Crags, caves, Scouts and shelters

Hey Blog! This time I’m talking about a meet I did quite a while ago which encompassed two things I care about the most – Archaeology and Scouts!

The Derbyshire Scout Archaeology Badge is new. It was set up a couple of years ago by Morgause Lomas, a former Scout with a passion for archaeology and a realization no badge existed for it. For archaeology bods enthusiasts like me, this is amazing, as I had previously suggested to my own Scout troop the idea of doing a session on it and they had thought it would be a bit difficult to do in the evenings! Finally there is an opportunity where you can learn about archaeology and be doing Scouts at the same time. But the badge would be no use without Scouts rating and suggesting activities and content for it; so the team set up the Youth Committee, to have just that extra bit of information to give just that extra bit of success. As my mum is Resource Coordinator, I have a sneaky inside view to how things are going, and therefore knew that they were setting up this. I signed up, and surprisingly not many other people did, so I got onto the panel. If you do live in Derbyshire, are in Scouting, and interested in archaeology, then you would be welcome to sign up; ask your scout leader for more information and the link to the application.

There were four of us at the first meeting, which took place at Cresswell Crags, on the Derbyshire-Nottinghamshire border. This is, or was, an important site in Ice Age Europe, as it was the Stone Age version of a motorway services when the ice was retreating back north. Hunters could stop off and rest in relative safety from the cold in the gorge, and the caves provided an amazing shelter too. The one trouble was these humans weren’t the only ones wanting a place in the caves – the Hyenas had got there first. And having a pack of large dog/wolf/cat/big bone-crunchers just a short passageway down behind you was not a good plan. This meant the caves were more frequently inhabited later, when most of the big carnivores had gone. This is the place with the oldest art in the UK; a magnificent collection of finds, enough to make any museum proud; and some apotropaic marks, informally known as “witch marks”; it’s a superb site with lots more than you would give it credit for!

Our first activity was to go into the caves to get to know them, and learn more about what was happening in the past. I have previously been to the one with the art, on the “dark side” of the gorge, as it’s known to employees from Derbyshire (the dark side, which is shadier, is the Nottinghamshire side), but this time we went to a light side cave, one where some Hyenas lived, as their bones have been found there. This cave, along with most of the others, was modified in the 19th Century (thanks, Victorians…) which gave a passage down into an inner cavern – basically they blasted it out with gunpowder. They did this to a couple of other caves too, once to store their boats in a pre-existent cave. In this one, we learnt about the tools and lifestyles from the past. Then, we went back to the visitor centre and picked up a box of skins, real and fake, and some poles. The point was to construct a shelter.

I know how to do square lashings, so it didn’t take long to construct several right-angled arches. Then we had the genius idea of putting two of the tied poles on top of two other tied poles, at a right angle, and forming a four poled tipi. We copied this, and next I realised that the two small tipis could be connected by the final pole across them as a roof beam, before covering everything. It was just long enough! We draped the whole thing in the leather and made a beautiful shelter, but possibly not waterproof…

There are said to be 16 caves around the gorge, but we could only find 15 caves on our walk round. Maybe that’s because we counted only the ones with grills on, and one and a half for caves that joined up inside, or maybe we just didn’t find the last. Either way, it was a brilliant session, and I hope to continue to participate in more youth committee meetings in the future!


What you are asked to do: Go through the entries below and copy every line that holds the word "letter".

(Figure content listings)
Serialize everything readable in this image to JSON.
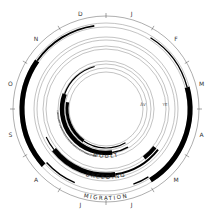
{
  "diagram": {
    "type": "annual-cycle-circular-diagram",
    "center": [
      106,
      109
    ],
    "months": [
      "J",
      "F",
      "M",
      "A",
      "M",
      "J",
      "J",
      "A",
      "S",
      "O",
      "N",
      "D"
    ],
    "month_label_radius": 99,
    "scale_radius": 93,
    "rings": [
      {
        "name": "migration",
        "label": "MIGRATION",
        "label_radius": 87,
        "guide_radii": [
          86,
          82
        ],
        "bars": [
          {
            "start_deg": 305,
            "end_deg": 352,
            "radius": 84,
            "width": 1.8,
            "comment": "thin arc late Nov-Dec"
          },
          {
            "start_deg": 228,
            "end_deg": 305,
            "radius": 84,
            "width": 5,
            "comment": "thick arc Sep-Nov"
          },
          {
            "start_deg": 203,
            "end_deg": 228,
            "radius": 80,
            "width": 1.4
          },
          {
            "start_deg": 32,
            "end_deg": 75,
            "radius": 84,
            "width": 1.4
          },
          {
            "start_deg": 75,
            "end_deg": 148,
            "radius": 84,
            "width": 5
          },
          {
            "start_deg": 148,
            "end_deg": 160,
            "radius": 80,
            "width": 1.4
          }
        ]
      },
      {
        "name": "breeding",
        "label": "BREEDING",
        "label_radius": 66,
        "guide_radii": [
          72,
          69,
          63,
          60
        ],
        "bars": [
          {
            "start_deg": 172,
            "end_deg": 232,
            "radius": 66,
            "width": 5
          },
          {
            "start_deg": 128,
            "end_deg": 172,
            "radius": 66,
            "width": 2
          },
          {
            "start_deg": 128,
            "end_deg": 142,
            "radius": 62,
            "width": 4
          },
          {
            "start_deg": 232,
            "end_deg": 245,
            "radius": 66,
            "width": 1.2
          }
        ]
      },
      {
        "name": "moult",
        "label": "MOULT",
        "label_radius": 45,
        "guide_radii": [
          48,
          45,
          41,
          37
        ],
        "bars": [
          {
            "start_deg": 172,
            "end_deg": 290,
            "radius": 44,
            "width": 4.5
          },
          {
            "start_deg": 290,
            "end_deg": 345,
            "radius": 44,
            "width": 1.2
          },
          {
            "start_deg": 150,
            "end_deg": 172,
            "radius": 44,
            "width": 1.6
          },
          {
            "start_deg": 215,
            "end_deg": 280,
            "radius": 39,
            "width": 3
          },
          {
            "start_deg": 150,
            "end_deg": 215,
            "radius": 39,
            "width": 1.2
          },
          {
            "start_deg": 192,
            "end_deg": 268,
            "radius": 48.5,
            "width": 1.4,
            "dotted": true
          }
        ]
      }
    ],
    "inner_labels": [
      {
        "text": "ÅV",
        "x": 143,
        "y": 104
      },
      {
        "text": "YE",
        "x": 165,
        "y": 104
      }
    ]
  }
}
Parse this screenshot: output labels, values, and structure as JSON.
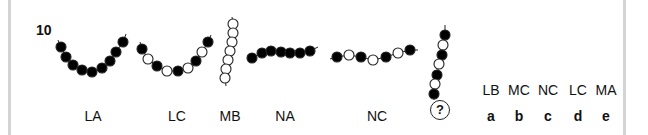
{
  "question": {
    "number": "10",
    "unknown_symbol": "?"
  },
  "figures": [
    {
      "label": "LA",
      "beads": [
        "B",
        "B",
        "B",
        "B",
        "B",
        "B",
        "B",
        "B",
        "B"
      ],
      "shape": "U-curve"
    },
    {
      "label": "LC",
      "beads": [
        "B",
        "W",
        "B",
        "W",
        "B",
        "W",
        "B",
        "W",
        "B"
      ],
      "shape": "U-curve"
    },
    {
      "label": "MB",
      "beads": [
        "W",
        "W",
        "W",
        "W",
        "W",
        "W",
        "W"
      ],
      "shape": "vertical"
    },
    {
      "label": "NA",
      "beads": [
        "B",
        "B",
        "B",
        "B",
        "B",
        "B",
        "B"
      ],
      "shape": "flat-arc"
    },
    {
      "label": "NC",
      "beads": [
        "B",
        "W",
        "B",
        "W",
        "B",
        "W",
        "B"
      ],
      "shape": "flat-line"
    },
    {
      "label": "?",
      "beads": [
        "B",
        "W",
        "B",
        "W",
        "B",
        "W",
        "B"
      ],
      "shape": "vertical"
    }
  ],
  "options": [
    {
      "code": "LB",
      "letter": "a"
    },
    {
      "code": "MC",
      "letter": "b"
    },
    {
      "code": "NC",
      "letter": "c"
    },
    {
      "code": "LC",
      "letter": "d"
    },
    {
      "code": "MA",
      "letter": "e"
    }
  ],
  "colors": {
    "bead_fill_dark": "#000000",
    "bead_fill_light": "#ffffff",
    "stroke": "#222222",
    "frame": "#d4d4d4"
  }
}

Exercise result:
      "letter": "a"
      "letter": "b"
      "letter": "c"
      "letter": "d"
      "letter": "e"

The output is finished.